Pozole Rojo, Rancho Gordo
So I said last week in my Palak Posole post that I’d not already purchased hominy/posole from Rancho Gordo on account of the fact that I associated posole entirely with the Mexican soup/stew of near-identical name, and that as our local house of Mexican goodness, El Triunfo, offers a very good version on weekends I didn’t need to make it at home. Here I am, therefore, with a recipe for a rough and ready pozole rojo. You see, I soaked and cooked a pound of posole last week and even after using a lot of it in the Palak Posole and some more in a keema dish (recipe coming soon) I had a few cups left over. And as I also had a large package of pork neck bones in the freezer, it was hard to not end up making pozole. I’ve eaten a lot of pozole but have never made it before. Scanning the intertubes it didn’t seem like the hardest thing to do. What follows is an approximation/intersection of a number of recipes I looked at. If you want a more precise recipe (and with chicken rather than pork) you could do far worse than to look at the posole rojo recipe in the Rancho Gordo e-booklet on posole. Whatever recipe you use, the results are likely to be good. Continue reading

Pork Stew with Tomatoes and Tomatillos

Braised Pork with Tomato and Tomatillo
Well, there’s hot peppers in there too but it’s a long enough name for the dish as it is. I grow a lot of tomatoes and peppers every year and at the end of the growing season they take over the kitchen as I try to process them all. I make and freeze tomato sauces for pasta, oven-roasted tomatoes, cubes of charred and pureed hot peppers to drop into stews and soup and I also make a few trays worth of catch-all purees from the leftovers: I take a lot of tomatillos, tomatoes and hot peppers, char them quickly under the broiler, scrape off overly charred bits and then, once cool, puree them in the blender. I freeze each batch of puree and at some point later in the winter or early spring I braise chicken or pork in the puree.
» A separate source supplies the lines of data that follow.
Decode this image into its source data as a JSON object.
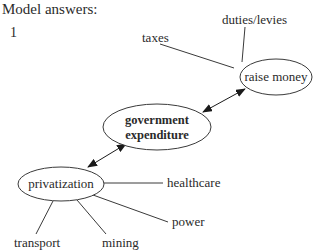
{
  "header": {
    "title": "Model answers:",
    "item_number": "1"
  },
  "diagram": {
    "nodes": {
      "raise_money": {
        "label": "raise money"
      },
      "government_expenditure": {
        "line1": "government",
        "line2": "expenditure"
      },
      "privatization": {
        "label": "privatization"
      }
    },
    "leaves": {
      "taxes": "taxes",
      "duties_levies": "duties/levies",
      "healthcare": "healthcare",
      "power": "power",
      "transport": "transport",
      "mining": "mining"
    },
    "edges": [
      {
        "from": "government expenditure",
        "to": "raise money",
        "type": "bidirectional-arrow"
      },
      {
        "from": "privatization",
        "to": "government expenditure",
        "type": "bidirectional-arrow"
      },
      {
        "from": "raise money",
        "to": "taxes",
        "type": "line"
      },
      {
        "from": "raise money",
        "to": "duties/levies",
        "type": "line"
      },
      {
        "from": "privatization",
        "to": "healthcare",
        "type": "line"
      },
      {
        "from": "privatization",
        "to": "power",
        "type": "line"
      },
      {
        "from": "privatization",
        "to": "transport",
        "type": "line"
      },
      {
        "from": "privatization",
        "to": "mining",
        "type": "line"
      }
    ]
  }
}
Each batch is different as I don’t really weigh or keep track of how many tomatoes or tomatillos I’m cramming onto each tray or how many habaneros are in each batch. Use the picture below as a guide. Also, you obviously don’t need to freeze this. You can make the puree and use it right away. Continue reading

Redder Pork

Redder Pork
The name of this dish refers to one of my earlier recipes: Red Pork. That one is very good too, but this, which is far simpler, may be even better. The end result is very close to a classic Goan vindaloo—hot yes, but also tangy/sour and sweet. There’s not a whole lot to it: very few ingredients (none esoteric), very little prep and it all but cooks itself. And as a bonus, on account of the large amount of vinegar in it, it will get better each day it sits in your fridge. Is there a reason you should not make this? No, there is not.
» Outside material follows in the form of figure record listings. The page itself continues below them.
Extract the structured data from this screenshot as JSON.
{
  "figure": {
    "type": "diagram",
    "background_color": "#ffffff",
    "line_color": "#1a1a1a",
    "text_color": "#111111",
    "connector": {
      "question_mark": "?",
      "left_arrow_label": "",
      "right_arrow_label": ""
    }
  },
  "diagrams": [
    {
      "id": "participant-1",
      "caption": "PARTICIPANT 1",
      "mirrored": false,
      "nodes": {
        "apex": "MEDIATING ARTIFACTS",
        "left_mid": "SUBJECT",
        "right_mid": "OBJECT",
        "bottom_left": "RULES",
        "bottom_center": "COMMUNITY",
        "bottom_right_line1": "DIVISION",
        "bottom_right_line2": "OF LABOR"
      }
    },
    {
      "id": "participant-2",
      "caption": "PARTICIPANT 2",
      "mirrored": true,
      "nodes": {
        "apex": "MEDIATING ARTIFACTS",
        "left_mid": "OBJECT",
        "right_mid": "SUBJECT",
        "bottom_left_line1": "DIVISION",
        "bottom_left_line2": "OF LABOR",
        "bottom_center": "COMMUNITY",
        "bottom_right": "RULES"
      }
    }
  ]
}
Don’t complicate matters by using shoulder: it will be a pain to cube. Do what I do: use so-called country-style ribs and cut cubes from the strips. Look for packages with strips with good veins of fat. You want the fat as this verges on confit, cooking in its own juices and fat.   Continue reading

White Bean Stew with Pork and Squash

White Bean Stew with Pork and Squash
I’m a little fuzzy on where the line between soup and stew is or on what basis it is drawn. I do know that it’s hard to go wrong cooking pork and beans together. Here they are joined by sweet cubes of butternut squash and only a few other ingredients to create a hearty and heartwarming bowl that’s perfect for cold Minnesota winters or pretty much any other day of the year, anywhere. In terms of flavours I would say that it’s Mexican-inspired and I’d hazard that if you were served this in a contemporary Mexican restaurant you wouldn’t think it was out of place.
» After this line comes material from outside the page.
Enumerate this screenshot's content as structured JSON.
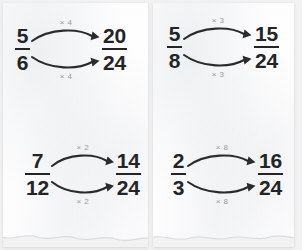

As with all my bean cooking, this employs my friend Steve Sando’s Rancho Gordo beans. I made this with Alubia Blanca, a small white bean from his Xoxoc Project, a very worthy endeavour. I think the white beans give the dish a nice range of colours but you can make it with any other bean with similar texture: for example, Yellow Indian WomanContinue reading

Death by Pork (Thanksgiving 2015)

Braised Pork Belly
I am cooking for 21 for our Thanksgiving gathering on Thursday. Our friends are all bringing appetizers, side dishes and desserts but the main meal is on me. You’d think making six dishes for that many people would be enough hassle but when I found myself in the meat section at Costco staring at a 6 lb pack of sliced pork bellies, I couldn’t help myself. I had this vision of a vast amount of diced pork belly in a spicy-sweet-tangy sauce under a liter or so of rendered pork fat; and the responsible thing to do was to eat it along with 20 other people so none of us would die. That’s the kind of person I am: responsible.

I am, as I’ve said before, doing an Indianized Thanksgiving this year and so this will fit fine with the rest of the meal. Now pork may or may not be traditional at Thanksgiving but, believe me, no one is going to complain about having a more interesting meat than turkey on the table (even though I am giving the turkey a Kerala-style treatment, turkey is still turkey).  Continue reading

Roasted Pork Shoulder with a Masala Rub

Masala Pork Shoulder
My normal tendency with pork shoulder is to cube it and do something vaguely vindaloo’ish with it (see here and here). On Sunday, however, I was feeling too lazy to cut the shoulder up and didn’t really want to stand over the stove on another hot day. And so, I decided to marinate the whole thing and bung it into the fridge for a day and deal with it on Monday, forecast to be a much cooler day. I am happy to report that the weather did not play me false and that the improvized spice rub worked out really well. I did overcook it a little bit—I don’t do whole roasts very often and when I do, I don’t like pulling things out of the oven to stick meat thermometers into them; I play it by feel instead and sometimes it goes a little bit over. Not the end of the world, and the more capable roaster (such as yourself) will have no trouble getting that part of it fixed to your satisfaction.